No Spoilers: This story takes on the legacy of Omelas, and specifically the idea of the child held in the basement, made to suffer so that a city might exist as it’s own sort of Utopia. Except that the story doesn’t stop at the basement, and asks instead what might happen to the children after the basement. When they grow up. Because they can’t stay there forever. So the story asks what happens to them. In this system. More than that, the story demands the reader account for what they _want_ to happen to the people who have been released. And in so doing the story reveals what the narrator wants, and what that entails. It’s a difficult piece, peeling away the layers of the original text and looking to where it might have gone further, asking where the damaged and disabled go in this perfect City.
Keywords: Omelas, Sacrifices, CW- Abuse, Utopia, Imagining
Review: I love how the story really digs into what it means to have a place like Omelas, like the City that depends on children suffering. And how that initial hypothetical never really takes up the question of what happens to the children in the basement. It’s not about them. It’s about the you of this story, the person that the narrator is talking to, questioning. Which also becomes the reader. Because in that original piece the focus is on the people who could walk away or accept what happened. But not fight the system. Not work to change things. There was only two options in that original story, and this one both demands to know why and also why that wasn’t a question that people asked. It shows the lack that was opened up when even those who walked away failed to imagine a future for those children in the basement. And in the act of imagining a life for those people after the basement, the story seems to me to be seeking some measure of healing for them. Some measure of hope for the people who suffer, and everyone expects to just go away, to stay invisible.
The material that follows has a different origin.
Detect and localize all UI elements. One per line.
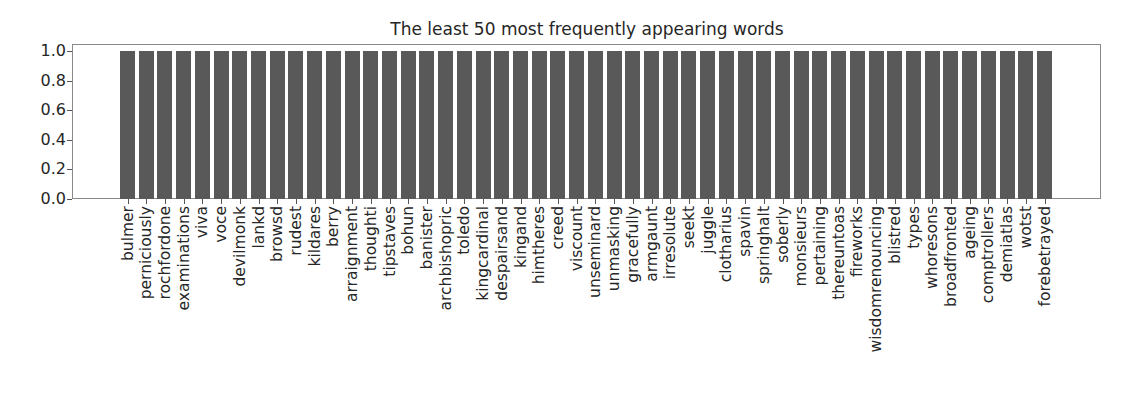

Here they might have a place to be, and a community of sorts to help them through what’s happened. It’s not an especially happy situation, but it’s one that looks much more complexly at complicity and with how people read stories and cast their tortures. It imagines not revenge or escape exactly, but a spot of piece and security all the same, and a reminder of the more lasting implications of a seemingly simple thought experiment. A fantastic way to place the issue into a large context and close out the original fiction!